Last updated: July 2026
Stack Your Side publishes practical guides on AI tools, automation, and side income for freelancers and remote workers. This page explains how we actually research, write, and maintain that content, so you know exactly what you're reading and how much weight to give it.
Our articles are built from publicly available product documentation, pricing pages, feature comparisons, and documented user experiences with the tools we cover, combined with general, well-established freelance industry practice. We synthesize this into practical, plain-language guidance rather than simply repeating marketing copy from the tools themselves.
We're direct about this: not every tool mentioned on this site has been hands-on tested by our team with real client work. Where an article implies or states direct testing, that reflects genuine use. Where it doesn't, our guidance is based on thorough research rather than firsthand testing, and we aim to be clear about that distinction rather than blur it for effect. If you ever spot a claim that reads as more definitive than it should, we'd genuinely like to know, see our contact page.
AI tools change quickly, pricing shifts, features get added or removed, and what was accurate six months ago can go stale fast. We periodically review and update older articles rather than treating publication as a one-time event. Each article displays its most recent update date near the top.
Some links on this site may be affiliate links, meaning we may earn a small commission if you sign up for a tool through them, at no extra cost to you. This never determines which tools we choose to cover or how favorably we describe them. See our privacy policy for more on data and cookies.
If something on this site is factually wrong, outdated, or misleading, we want to fix it. Reach out through our contact page and we'll review and correct it promptly.
Stack Your Side publishes under a team byline rather than individual personal names. We believe the accuracy and usefulness of the guidance matters more than who specifically wrote it, and this approach lets us keep the focus on the content itself.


◆ Action item ◆
Transcribe exactly the lines below that begin at the line with "This 1024px×768px image" and stop after the line with "Give me the", leaving out every picture.

(Beginning of Data under study)

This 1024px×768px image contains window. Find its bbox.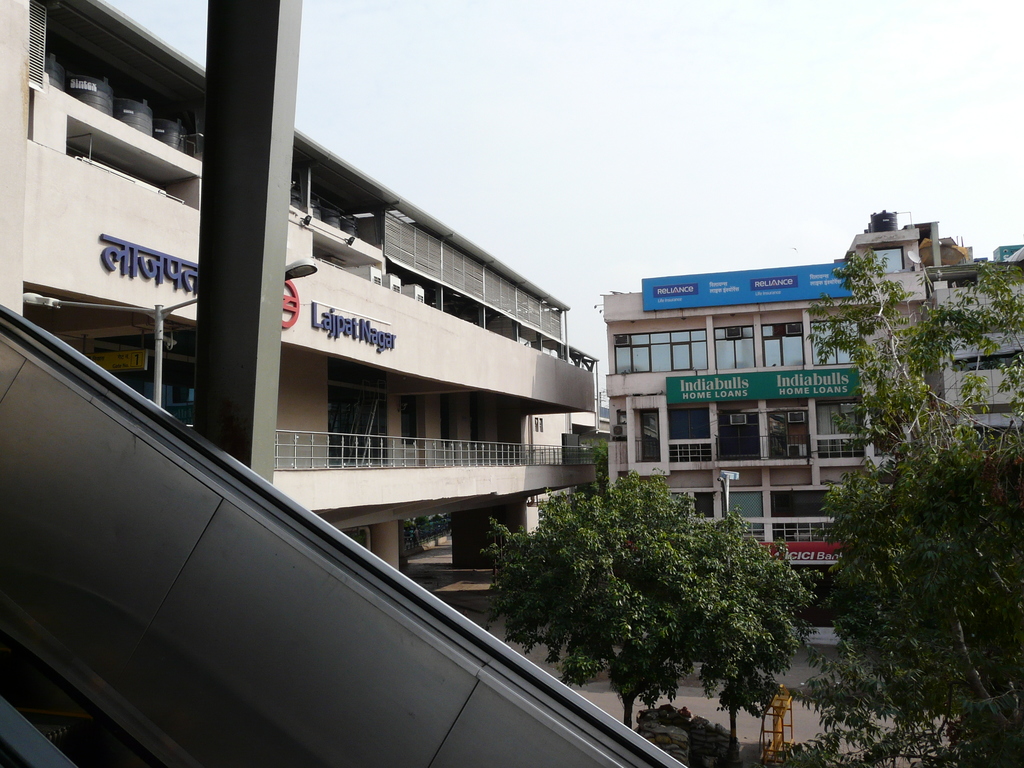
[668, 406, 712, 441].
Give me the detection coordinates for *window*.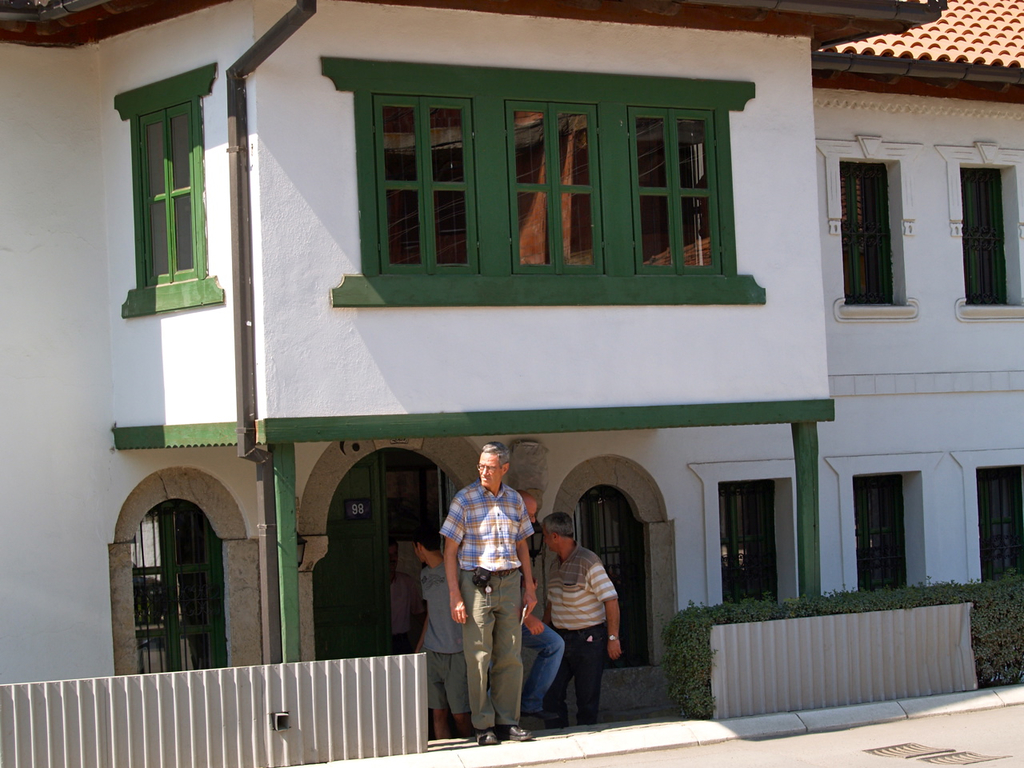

(End of Data under study)
(Beginning of Data under study)

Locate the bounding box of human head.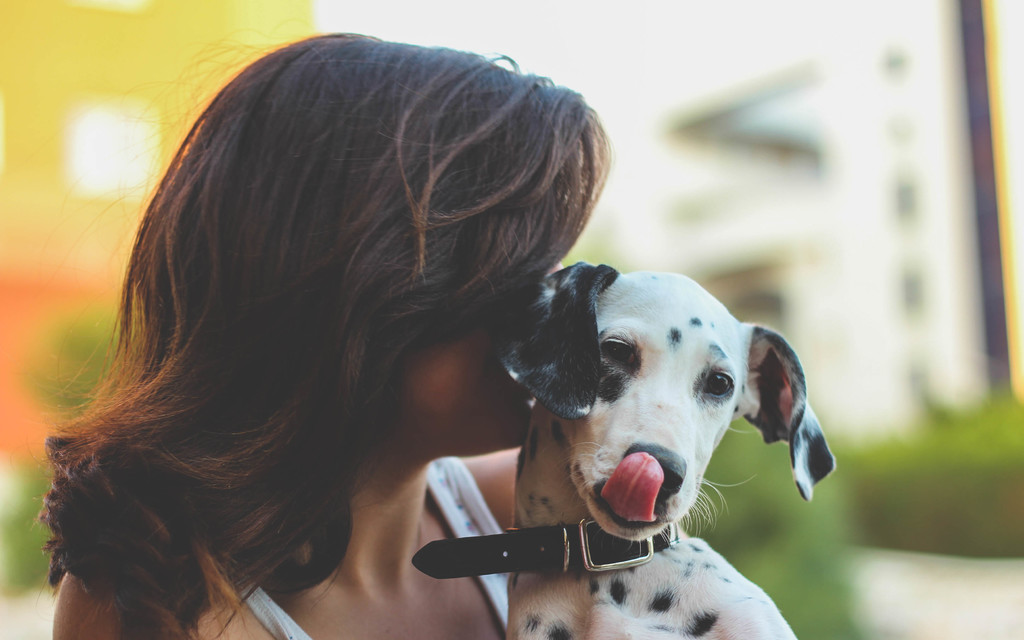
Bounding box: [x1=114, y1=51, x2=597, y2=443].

(End of Data under study)

◆ Task answer ◆
This 1024px×768px image contains window. Find its bbox.
[668, 406, 712, 441].
Give me the detection coordinates for *window*.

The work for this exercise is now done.